Tablet to the First Letter of the Living
Source: 1800s, Auguries of Innocence (1803), Line 29
Tablet to the First Letter of the Living
Source: Dictionary of Burning Words of Brilliant Writers (1895), P. 332.
Published version, in the Atlantic Monthly (February 1862)
He has sounded out the trumpet that shall never call retreat,
He has waked the earth's dull sorrow with a high ecstatic beat...
First manuscript version (19 November 1861).
The Battle Hymn of the Republic (1861)
Context: He has sounded forth the trumpet that shall never call retreat;
He is sifting out the hearts of men before His judgment-seat.
Oh! be swift my soul to answer him, be jubilant my feet!
Our God is marching on.
“Who waite for dead men shall goe long barefoote.”
Part I, ch 9.
Proverbs (1546)
The Ethics of Belief (1877), The Weight Of Authority
Context: In regard, then, to the sacred tradition of humanity, we learn that it consists, not in propositions or statements which are to be accepted and believed on the authority of the tradition, but in questions rightly asked, in conceptions which enable us to ask further questions, and in methods of answering questions. The value of all these things depends on their being tested day by day. The very sacredness of the precious deposit imposes upon us the duty and the responsibility of testing it, of purifying and enlarging it to the utmost of our power. He who makes use of its results to stifle his own doubts, or to hamper the inquiry of others, is guilty of a sacrilege which centuries shall never be able to blot out. When the labours and questionings of honest and brave men shall have built up the fabric of known truth to a glory which we in this generation can neither hope for nor imagine, in that pure and holy temple he shall have no part nor lot, but his name and his works shall be cast out into the darkness of oblivion for ever.
“Though all men shall be offended because of thee, yet will I never be offended.”
As quoted in Gospel of Matthew 26:33 - 35 http://www.biblegateway.com/passage/?search=Matthew%2026&version=KJV;SBLGNT. Jesus responds: "Verily I say unto thee, That this night, before the cock crow, thou shalt deny me thrice." After this Peter protests: "Though I should die with thee, yet will I not deny thee." These are some of the anecdotes of the Denial of Peter.
“Your shallow men shall dream, dreams, your insightful men shall see visions.”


Aim of the task
Search the material below for the string "coconut". Return every line that holds it.

⟨

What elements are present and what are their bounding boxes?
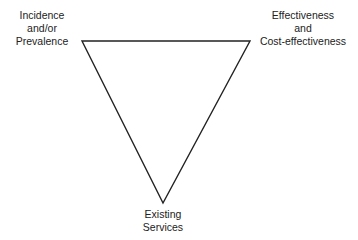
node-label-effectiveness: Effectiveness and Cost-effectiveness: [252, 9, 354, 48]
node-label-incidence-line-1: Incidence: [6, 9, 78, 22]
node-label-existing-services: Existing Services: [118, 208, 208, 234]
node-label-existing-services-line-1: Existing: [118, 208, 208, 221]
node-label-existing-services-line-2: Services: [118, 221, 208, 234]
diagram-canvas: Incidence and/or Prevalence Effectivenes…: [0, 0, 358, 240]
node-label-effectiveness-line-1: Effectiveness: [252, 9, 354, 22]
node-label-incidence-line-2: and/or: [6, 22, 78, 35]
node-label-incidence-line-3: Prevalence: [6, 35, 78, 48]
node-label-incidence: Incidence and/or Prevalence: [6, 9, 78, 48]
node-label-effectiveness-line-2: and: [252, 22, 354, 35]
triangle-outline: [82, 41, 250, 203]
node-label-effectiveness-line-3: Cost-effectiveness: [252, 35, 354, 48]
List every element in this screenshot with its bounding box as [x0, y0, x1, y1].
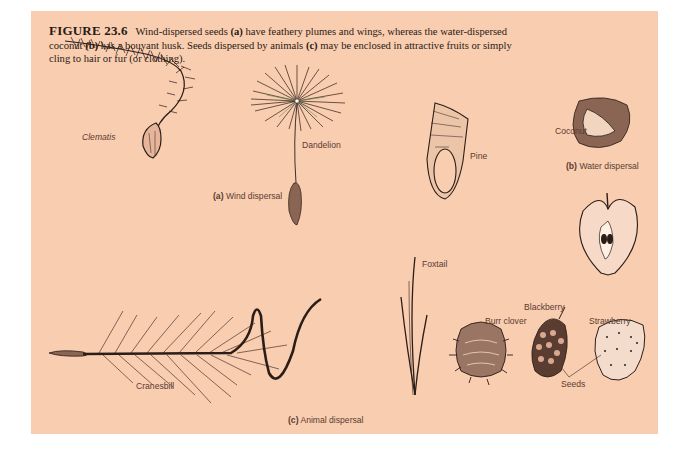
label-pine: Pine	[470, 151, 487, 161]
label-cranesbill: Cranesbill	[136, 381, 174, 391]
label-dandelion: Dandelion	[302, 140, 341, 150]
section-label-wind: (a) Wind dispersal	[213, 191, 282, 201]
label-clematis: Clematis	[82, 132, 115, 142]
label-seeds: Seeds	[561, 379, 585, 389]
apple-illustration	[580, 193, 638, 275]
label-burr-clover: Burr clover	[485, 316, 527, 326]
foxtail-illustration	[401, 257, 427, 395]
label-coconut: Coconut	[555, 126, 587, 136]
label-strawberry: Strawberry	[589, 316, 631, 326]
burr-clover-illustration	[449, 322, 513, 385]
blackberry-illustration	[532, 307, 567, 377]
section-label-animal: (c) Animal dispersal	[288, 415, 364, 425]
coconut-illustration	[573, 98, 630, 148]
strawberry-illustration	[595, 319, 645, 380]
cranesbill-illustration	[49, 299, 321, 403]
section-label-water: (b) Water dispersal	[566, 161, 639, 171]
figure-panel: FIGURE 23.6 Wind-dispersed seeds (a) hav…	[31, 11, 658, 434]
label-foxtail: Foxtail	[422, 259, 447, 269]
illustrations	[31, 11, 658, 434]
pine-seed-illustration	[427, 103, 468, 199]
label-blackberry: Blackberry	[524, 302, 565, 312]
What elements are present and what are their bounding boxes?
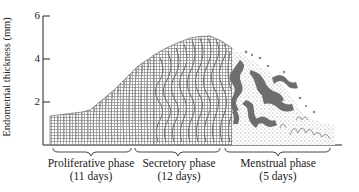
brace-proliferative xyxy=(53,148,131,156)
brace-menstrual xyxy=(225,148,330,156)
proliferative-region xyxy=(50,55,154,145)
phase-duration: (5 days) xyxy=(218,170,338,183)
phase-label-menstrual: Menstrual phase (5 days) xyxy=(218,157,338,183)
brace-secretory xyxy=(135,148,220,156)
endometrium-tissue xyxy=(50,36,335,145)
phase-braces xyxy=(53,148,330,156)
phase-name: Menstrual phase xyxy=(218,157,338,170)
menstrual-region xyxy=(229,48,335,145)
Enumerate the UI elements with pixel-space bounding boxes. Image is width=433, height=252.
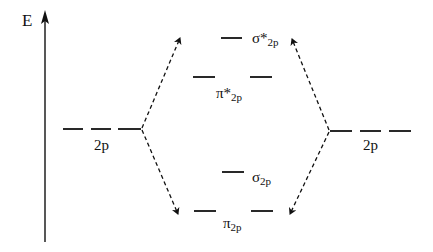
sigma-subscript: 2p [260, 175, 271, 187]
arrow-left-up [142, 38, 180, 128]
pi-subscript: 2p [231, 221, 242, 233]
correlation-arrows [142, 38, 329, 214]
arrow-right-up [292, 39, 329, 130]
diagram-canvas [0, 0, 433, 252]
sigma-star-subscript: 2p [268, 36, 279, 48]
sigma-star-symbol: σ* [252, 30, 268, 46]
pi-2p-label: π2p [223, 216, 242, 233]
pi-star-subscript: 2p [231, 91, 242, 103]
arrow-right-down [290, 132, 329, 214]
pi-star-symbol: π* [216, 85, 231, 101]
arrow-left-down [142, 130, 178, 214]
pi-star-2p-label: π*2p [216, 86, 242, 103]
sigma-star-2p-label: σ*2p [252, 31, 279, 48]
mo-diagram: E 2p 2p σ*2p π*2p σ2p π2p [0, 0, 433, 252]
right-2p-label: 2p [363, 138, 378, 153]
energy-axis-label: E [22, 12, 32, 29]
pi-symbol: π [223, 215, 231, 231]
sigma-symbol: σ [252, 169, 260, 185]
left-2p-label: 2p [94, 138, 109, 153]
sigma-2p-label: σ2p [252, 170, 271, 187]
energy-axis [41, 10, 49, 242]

⟩
⟨

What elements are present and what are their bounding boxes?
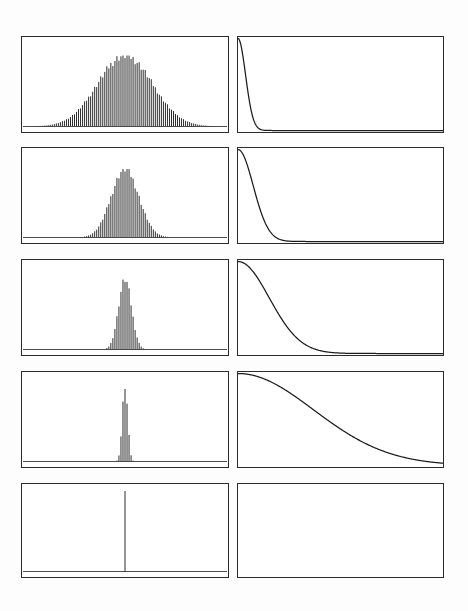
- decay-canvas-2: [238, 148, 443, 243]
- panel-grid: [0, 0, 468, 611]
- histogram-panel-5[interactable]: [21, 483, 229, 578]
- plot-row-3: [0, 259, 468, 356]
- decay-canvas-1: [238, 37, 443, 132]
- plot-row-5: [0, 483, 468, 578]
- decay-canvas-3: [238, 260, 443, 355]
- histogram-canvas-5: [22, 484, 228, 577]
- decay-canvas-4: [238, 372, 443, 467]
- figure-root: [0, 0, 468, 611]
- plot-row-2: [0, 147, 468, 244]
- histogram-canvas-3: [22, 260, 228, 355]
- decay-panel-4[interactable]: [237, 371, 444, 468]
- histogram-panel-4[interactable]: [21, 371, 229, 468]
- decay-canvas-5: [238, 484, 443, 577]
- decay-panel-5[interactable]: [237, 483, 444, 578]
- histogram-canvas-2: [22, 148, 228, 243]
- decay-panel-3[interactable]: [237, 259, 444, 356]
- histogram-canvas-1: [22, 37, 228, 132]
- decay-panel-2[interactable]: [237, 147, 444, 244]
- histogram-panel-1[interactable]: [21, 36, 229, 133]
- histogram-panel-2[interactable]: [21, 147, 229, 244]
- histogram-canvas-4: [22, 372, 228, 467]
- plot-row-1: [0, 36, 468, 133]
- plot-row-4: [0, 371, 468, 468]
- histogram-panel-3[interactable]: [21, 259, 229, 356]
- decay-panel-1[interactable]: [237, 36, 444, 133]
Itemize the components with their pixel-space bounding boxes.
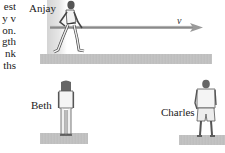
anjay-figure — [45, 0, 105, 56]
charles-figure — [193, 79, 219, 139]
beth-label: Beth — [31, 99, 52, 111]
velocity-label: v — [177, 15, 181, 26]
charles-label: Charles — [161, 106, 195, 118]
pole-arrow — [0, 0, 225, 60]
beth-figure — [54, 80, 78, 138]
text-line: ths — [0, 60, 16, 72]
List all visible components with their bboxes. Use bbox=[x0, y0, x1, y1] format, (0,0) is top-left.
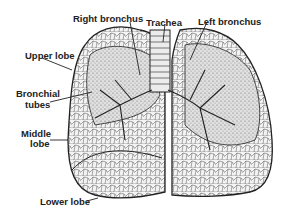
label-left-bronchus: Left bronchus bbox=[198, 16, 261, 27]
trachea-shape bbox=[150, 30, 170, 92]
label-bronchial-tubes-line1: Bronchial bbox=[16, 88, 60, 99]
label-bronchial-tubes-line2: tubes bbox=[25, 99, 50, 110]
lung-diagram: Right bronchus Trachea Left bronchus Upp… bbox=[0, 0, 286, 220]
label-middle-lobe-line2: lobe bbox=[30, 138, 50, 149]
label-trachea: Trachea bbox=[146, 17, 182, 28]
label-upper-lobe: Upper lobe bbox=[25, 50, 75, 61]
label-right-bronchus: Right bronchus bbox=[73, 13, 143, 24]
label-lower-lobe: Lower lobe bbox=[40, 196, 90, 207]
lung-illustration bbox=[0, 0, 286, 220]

⟩

Response to this exercise
label-coconut: Coconut	[555, 126, 587, 136]
coconut-illustration	[573, 98, 630, 148]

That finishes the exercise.